Chapter One

WHITE MIKE IS thin and pale like smoke.

White Mike wears jeans and a hooded sweatshirt and a dark blue Brooks Brothers overcoat that hangs long on him. His blond hair, nearly white, is cropped tight around his head. White Mike is clean. White Mike has never smoked a cigarette in his life. Never had a drink, never sucked down a doobie. But White Mike has become a very good drug dealer, even though it started out as a one-shot deal with his cousin Charlie.

White Mike was a good student, but he’s been out of school for six months, and though some people might wonder what he’s doing, no one seems to care very much that he’s taking a year off before college. Maybe more than a year. White Mike saw that movie American Beauty about a kid who is a drug dealer and buys expensive video equipment with the money he makes. The kid says that sometimes there is so much beauty in the world that sometimes you just can’t take it. Fuck that, thinks White Mike.

White Mike is not looking at beauty. He is looking at the Upper East Side of Manhattan. It is two days after Christmas and all the kids are home from boarding school and everyone has money to blow. So White Mike is busy with a pickup in Harlem and then ounces and fifties and dimes and loud music and packed open houses and more rounds and kids from Hotchkiss and Andover and St. Paul’s and Deerfield all looking to get high and tell stories about how it is to kids from Dalton and Collegiate and Chapin and Riverdale, who have stories, of their own. All the same stories, really.

The city is a mess this time of year, this year especially. Madison Avenue is all chewed up with construction, and there are more bums on Lexington than White Mike remembers. It is crowded on the sidewalks, and the more snow, the worse it gets, and there has been plenty of snow. On some streets when the snowdrifts pile up there is only a salted corridor of frozen dog shit and concrete. It’s been cold since Thanksgiving, very cold, coldest winter in decades says the TV, but White Mike doesn’t mind the cold.

When White Mike first started dealing, it was summer and hot, and he tried to go as long as he could without sleep as a kind of experiment. White Mike already looked pale and scary to the kids he sold to, and then by the third day his jeans and white T-shirt were grimed out and he looked like some refugee James Dean, and the last hours were just a blur and the cars on the street flew past so close to him that people who saw flinched, hut he had the cadences of the city down so tight that he was fine.

At Lexington and Eighty-sixth, his friend Hunter saw him and said, Mike, are you feeling okay, and White Mike turned to him and there was a smear of dirt on his face and his eyes were glowing in the neon light from the Papaya King juice/hot dog place. White Mike smiled at him and said watch this and took off running, just running so fucking fast up the block toward Park Avenue. There were a bunch of private school kids walking the same direction, and when they saw White Mike running past them, one of them said, loud enough for White Mike to hear, Madman running. And White Mike turned and walked hack to them saying, Madman, madman, madman, madman, and the kids got scared, and then White Mike ran full into them, and they scattered, and they didn’t think it was funny at all, and then White Mike started barking at them, howling, and they all ran. And White Mike ran after them, barking and howling, and Hunter ran after him, and White Mike let them get away after a couple blocks. Hunter put White Mike in a cab, but he had to convince the cabbie to take White Mike, and pay him in advance. The cabbie was jumpy and looked in the mirror at White Mike the whole ride. White Mike had his head out the window, staring at the pedestrians. When White Mike got home and collapsed in his bed with his shoes and clothes still on, his last thought before sleep was Why not? He had been awake for three days.

White Mike gets out of a cab on Seventy-sixth Street and Park Avenue. He looks at the number of the cab: 1F17. He memorizes the number every time he gets out of a cab, in case he leaves anything behind. This has never happened.

Down Park Avenue there are Christmas lights wrapped around all the trees and bushes, and the wires give the snow better purchase, so the frost hangs low from the branches. When the lights turn on at night the trees almost disappear between the bulbs, and the disembodied points of light outline jagged constellations in the dark air. It is getting past dusk, and White Mike remembers one night, years ago, when his mother was still alive and she sat on the edge of his bed, tucking him in for the night, and told him about Chaos Theory. White Mike remembers exactly what she said. The story she told him was about how if a butterfly died over a field in Brazil and fell to the ground and made a mouse move or a tiny shoot of grass bend, then everything might be different here, thousands and thousands of miles away.

“How come?” he asked.

“Well, if one thing happens and changes something else, then that thing changes something else, right? And that change could come all the way around the world, right here to you in your bed.” She tweaked his nose. “Did a butterfly do that?”

“Did the butterfly die?” he asked her back.

The lights on Park Avenue suddenly turn on. White Mike can feel his beeper vibrating again.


About this task — Wherever the string "interactable" appears in the records, return the line that holds it.

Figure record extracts
###

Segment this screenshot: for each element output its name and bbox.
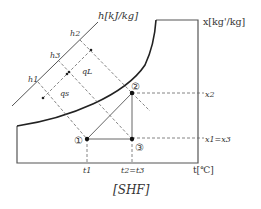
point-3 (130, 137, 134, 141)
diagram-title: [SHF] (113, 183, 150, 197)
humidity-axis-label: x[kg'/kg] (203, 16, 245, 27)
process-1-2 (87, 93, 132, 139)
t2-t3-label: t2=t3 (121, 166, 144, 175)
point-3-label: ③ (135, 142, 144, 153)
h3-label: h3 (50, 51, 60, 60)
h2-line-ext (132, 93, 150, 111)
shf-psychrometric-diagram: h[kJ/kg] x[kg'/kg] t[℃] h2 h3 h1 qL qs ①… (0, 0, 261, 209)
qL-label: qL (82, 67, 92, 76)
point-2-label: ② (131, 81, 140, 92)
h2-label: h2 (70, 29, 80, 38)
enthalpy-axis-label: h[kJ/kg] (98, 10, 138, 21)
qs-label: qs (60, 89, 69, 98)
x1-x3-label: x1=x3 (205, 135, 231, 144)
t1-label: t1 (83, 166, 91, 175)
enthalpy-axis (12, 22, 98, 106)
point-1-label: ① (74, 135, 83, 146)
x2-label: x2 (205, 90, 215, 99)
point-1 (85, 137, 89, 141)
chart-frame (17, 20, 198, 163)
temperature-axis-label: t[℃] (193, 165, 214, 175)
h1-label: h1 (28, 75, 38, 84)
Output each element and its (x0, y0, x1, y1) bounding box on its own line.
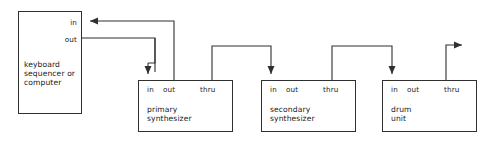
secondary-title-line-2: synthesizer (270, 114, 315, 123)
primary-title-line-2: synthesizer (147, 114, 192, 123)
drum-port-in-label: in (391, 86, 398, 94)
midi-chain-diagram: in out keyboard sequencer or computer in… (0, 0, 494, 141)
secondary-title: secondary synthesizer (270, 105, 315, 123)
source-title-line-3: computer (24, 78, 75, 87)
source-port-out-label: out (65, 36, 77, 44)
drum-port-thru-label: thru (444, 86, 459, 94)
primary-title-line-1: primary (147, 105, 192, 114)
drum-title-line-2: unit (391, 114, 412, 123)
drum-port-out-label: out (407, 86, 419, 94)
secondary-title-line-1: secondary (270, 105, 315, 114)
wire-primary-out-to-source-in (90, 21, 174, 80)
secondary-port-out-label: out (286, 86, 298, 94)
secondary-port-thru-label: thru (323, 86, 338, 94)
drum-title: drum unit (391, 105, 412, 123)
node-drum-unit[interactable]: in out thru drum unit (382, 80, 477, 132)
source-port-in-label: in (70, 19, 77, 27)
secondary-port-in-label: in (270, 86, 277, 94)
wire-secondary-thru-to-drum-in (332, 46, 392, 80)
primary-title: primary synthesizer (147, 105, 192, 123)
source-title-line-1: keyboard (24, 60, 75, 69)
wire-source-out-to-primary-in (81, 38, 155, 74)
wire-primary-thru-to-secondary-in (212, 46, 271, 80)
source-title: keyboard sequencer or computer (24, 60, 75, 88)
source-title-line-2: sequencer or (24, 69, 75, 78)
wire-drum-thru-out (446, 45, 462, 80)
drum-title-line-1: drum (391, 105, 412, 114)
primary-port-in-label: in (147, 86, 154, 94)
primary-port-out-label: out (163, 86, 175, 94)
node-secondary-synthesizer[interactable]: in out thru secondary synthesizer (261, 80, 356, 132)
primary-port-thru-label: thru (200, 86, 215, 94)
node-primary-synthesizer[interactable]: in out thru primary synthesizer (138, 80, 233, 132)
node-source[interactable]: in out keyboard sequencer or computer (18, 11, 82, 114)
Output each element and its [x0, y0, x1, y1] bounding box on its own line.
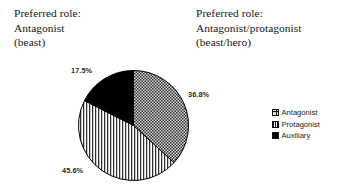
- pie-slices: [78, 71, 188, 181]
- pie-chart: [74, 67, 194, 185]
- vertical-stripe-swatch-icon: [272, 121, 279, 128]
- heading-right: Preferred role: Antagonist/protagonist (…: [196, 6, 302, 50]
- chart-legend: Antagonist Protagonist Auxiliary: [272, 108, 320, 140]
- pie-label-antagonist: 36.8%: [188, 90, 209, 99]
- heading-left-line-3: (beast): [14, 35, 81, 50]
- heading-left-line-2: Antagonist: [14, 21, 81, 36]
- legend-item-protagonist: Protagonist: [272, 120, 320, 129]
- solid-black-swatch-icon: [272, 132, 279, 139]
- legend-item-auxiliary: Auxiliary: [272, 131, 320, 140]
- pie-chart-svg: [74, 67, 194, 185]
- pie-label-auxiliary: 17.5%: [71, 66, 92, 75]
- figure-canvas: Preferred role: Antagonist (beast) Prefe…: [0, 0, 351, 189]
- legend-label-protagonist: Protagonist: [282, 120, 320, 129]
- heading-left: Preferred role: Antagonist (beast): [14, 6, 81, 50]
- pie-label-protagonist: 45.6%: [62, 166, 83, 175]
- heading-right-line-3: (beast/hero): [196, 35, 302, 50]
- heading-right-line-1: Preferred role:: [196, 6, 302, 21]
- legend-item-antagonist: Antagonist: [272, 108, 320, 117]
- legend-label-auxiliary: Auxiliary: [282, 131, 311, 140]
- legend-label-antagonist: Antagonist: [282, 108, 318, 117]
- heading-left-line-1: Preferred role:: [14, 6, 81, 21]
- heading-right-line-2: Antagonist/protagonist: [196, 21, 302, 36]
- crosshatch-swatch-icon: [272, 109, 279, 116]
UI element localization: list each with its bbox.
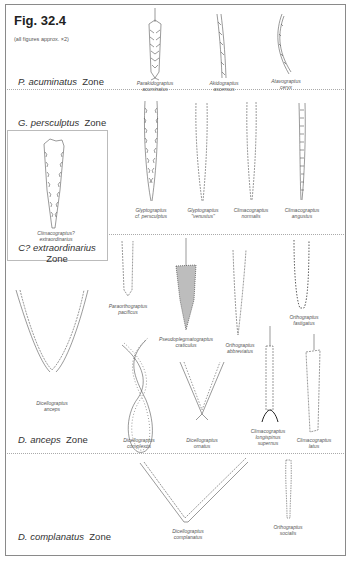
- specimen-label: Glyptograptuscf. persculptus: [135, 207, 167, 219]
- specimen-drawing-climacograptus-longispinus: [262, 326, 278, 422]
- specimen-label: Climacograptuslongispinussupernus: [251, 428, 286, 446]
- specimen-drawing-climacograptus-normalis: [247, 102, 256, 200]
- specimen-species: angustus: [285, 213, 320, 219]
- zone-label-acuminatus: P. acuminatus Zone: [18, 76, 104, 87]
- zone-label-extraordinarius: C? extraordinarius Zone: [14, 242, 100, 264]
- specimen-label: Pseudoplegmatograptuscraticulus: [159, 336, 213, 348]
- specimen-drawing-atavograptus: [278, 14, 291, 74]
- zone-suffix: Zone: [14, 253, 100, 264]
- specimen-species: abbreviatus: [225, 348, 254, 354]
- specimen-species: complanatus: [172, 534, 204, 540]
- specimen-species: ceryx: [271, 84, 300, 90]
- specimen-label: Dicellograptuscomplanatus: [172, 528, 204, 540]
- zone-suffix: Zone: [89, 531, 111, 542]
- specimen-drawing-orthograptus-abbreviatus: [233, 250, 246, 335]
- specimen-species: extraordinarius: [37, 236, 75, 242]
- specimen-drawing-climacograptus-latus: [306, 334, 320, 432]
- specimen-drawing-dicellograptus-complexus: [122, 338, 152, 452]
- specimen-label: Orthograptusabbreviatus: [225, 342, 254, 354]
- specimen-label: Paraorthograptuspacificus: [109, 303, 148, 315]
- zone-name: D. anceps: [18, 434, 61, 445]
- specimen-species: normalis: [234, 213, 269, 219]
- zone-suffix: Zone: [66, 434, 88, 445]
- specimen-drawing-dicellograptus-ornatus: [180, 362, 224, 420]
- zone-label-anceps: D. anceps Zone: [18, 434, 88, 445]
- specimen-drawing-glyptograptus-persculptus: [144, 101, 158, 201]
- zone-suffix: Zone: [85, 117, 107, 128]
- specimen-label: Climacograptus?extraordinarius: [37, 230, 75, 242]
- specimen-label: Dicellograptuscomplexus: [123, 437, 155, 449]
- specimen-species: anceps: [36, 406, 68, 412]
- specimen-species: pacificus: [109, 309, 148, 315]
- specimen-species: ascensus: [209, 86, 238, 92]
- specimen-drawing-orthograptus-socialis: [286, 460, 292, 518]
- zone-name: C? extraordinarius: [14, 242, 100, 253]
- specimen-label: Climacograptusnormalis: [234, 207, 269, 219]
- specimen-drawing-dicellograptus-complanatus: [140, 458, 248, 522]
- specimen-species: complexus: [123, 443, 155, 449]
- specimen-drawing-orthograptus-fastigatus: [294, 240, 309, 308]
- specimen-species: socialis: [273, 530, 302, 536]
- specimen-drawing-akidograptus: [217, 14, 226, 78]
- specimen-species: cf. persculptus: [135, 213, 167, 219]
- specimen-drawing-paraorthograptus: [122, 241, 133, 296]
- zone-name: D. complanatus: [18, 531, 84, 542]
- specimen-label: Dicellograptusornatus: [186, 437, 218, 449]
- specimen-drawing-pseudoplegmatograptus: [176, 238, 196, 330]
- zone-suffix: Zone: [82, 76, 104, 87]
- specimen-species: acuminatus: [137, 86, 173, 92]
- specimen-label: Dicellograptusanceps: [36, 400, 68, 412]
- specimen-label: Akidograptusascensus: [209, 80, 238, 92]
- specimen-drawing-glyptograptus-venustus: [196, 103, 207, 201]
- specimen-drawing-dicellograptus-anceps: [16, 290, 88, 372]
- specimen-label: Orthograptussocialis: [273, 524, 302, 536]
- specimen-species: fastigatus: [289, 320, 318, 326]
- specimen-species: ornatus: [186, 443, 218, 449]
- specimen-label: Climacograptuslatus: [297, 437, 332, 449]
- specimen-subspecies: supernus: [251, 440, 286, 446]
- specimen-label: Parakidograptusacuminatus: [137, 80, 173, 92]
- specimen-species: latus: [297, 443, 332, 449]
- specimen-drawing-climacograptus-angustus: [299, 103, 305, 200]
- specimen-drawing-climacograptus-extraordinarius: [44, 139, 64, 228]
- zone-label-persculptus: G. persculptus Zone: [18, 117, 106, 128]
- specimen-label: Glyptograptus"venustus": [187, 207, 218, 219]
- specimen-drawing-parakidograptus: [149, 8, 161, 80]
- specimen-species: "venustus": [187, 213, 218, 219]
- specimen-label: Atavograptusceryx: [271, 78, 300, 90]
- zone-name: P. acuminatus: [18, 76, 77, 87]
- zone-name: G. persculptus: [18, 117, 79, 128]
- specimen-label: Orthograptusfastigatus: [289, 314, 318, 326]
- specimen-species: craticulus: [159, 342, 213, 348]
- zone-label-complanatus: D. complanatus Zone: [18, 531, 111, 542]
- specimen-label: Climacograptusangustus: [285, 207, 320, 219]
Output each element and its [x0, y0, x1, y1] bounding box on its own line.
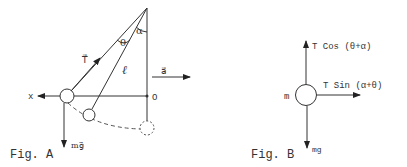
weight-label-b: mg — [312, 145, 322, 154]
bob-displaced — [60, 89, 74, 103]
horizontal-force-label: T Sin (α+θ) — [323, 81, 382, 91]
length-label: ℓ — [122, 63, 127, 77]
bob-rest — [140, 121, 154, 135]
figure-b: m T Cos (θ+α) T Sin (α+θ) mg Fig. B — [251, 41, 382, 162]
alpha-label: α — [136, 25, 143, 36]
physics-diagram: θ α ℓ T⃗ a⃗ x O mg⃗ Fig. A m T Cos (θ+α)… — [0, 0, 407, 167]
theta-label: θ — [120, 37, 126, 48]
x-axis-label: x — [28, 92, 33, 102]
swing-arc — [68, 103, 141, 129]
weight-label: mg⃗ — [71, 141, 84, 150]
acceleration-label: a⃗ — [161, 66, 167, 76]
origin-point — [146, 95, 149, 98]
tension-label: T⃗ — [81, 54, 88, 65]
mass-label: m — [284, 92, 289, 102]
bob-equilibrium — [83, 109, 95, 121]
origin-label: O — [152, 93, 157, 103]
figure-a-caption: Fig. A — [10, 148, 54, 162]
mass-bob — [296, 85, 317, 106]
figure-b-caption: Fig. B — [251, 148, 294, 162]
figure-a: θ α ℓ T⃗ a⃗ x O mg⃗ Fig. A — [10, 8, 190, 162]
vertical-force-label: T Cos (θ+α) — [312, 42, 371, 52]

###

Reply —
node-drum-unit[interactable]: in out thru drum unit (382, 80, 477, 132)
node-secondary-synthesizer[interactable]: in out thru secondary synthesizer (261, 80, 356, 132)
node-primary-synthesizer[interactable]: in out thru primary synthesizer (138, 80, 233, 132)
node-source[interactable]: in out keyboard sequencer or computer (18, 11, 82, 114)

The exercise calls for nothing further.